Don’t Blame Dealers for Fentanyl Deaths. Blame Drug Warriors.

“Those laws create a black market in which the composition and potency of drugs is uncertain and highly variable. They also push traffickers toward highly potent drugs such as fentanyl, which are easier to conceal and smuggle. As a result, drug users like Gentili typically don’t know exactly what they are consuming, which magnifies the risk of a fatal mistake. The “poisoning” that Peace and Caban decried therefore is a consequence of the policies they were proudly enforcing in this very case.”

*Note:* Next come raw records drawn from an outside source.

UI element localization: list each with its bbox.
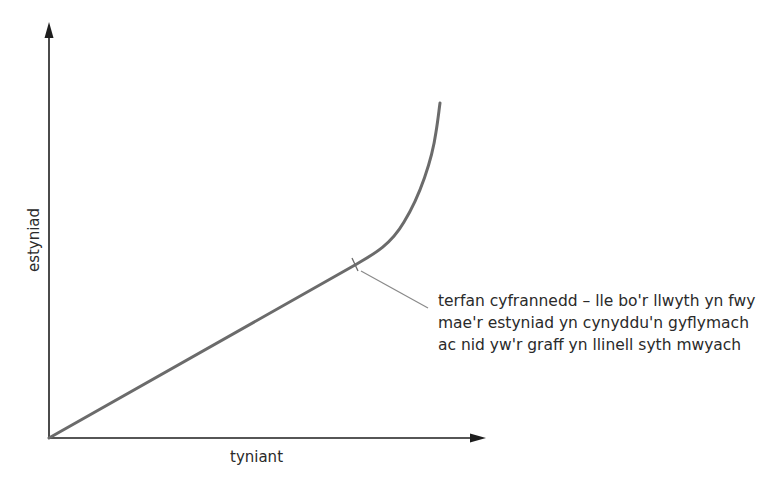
extension-curve <box>49 103 440 438</box>
x-axis-arrowhead-icon <box>470 434 486 443</box>
x-axis-label: tyniant <box>230 448 283 466</box>
y-axis-label: estyniad <box>25 208 43 272</box>
annotation-leader-line <box>361 271 428 308</box>
annotation-text: terfan cyfrannedd – lle bo'r llwyth yn f… <box>438 290 755 356</box>
annotation-line-3: ac nid yw'r graff yn llinell syth mwyach <box>438 334 755 356</box>
annotation-line-1: terfan cyfrannedd – lle bo'r llwyth yn f… <box>438 290 755 312</box>
y-axis-arrowhead-icon <box>45 22 54 38</box>
annotation-line-2: mae'r estyniad yn cynyddu'n gyflymach <box>438 312 755 334</box>
diagram-canvas <box>0 0 760 491</box>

https://reason.com/2024/08/17/blaming-dealers-for-drug-deaths-misses-another-culprit/

Trump Decries Disproportionate Drug Penalties While Threatening Dealers With Death

“Joe Biden “was a key figure in passing the 1994 Crime Bill, which disproportionately harmed Black communities through harsh sentencing laws and increased incarceration rates,” Donald Trump’s campaign reminded voters last week. If elected, Trump promised in a speech at the Libertarian National Convention two days later, he will free Ross Ulbricht, who is serving a life sentence for running Silk Road, an online marketplace used by illegal drug vendors.
Trump’s criticism of disproportionate drug penalties contradicts his own platform, which threatens defendants like Ulbricht with death. The former and possibly future president wants to have it both ways, slamming Biden for his long history as a zealous drug warrior while portraying himself as even tougher.”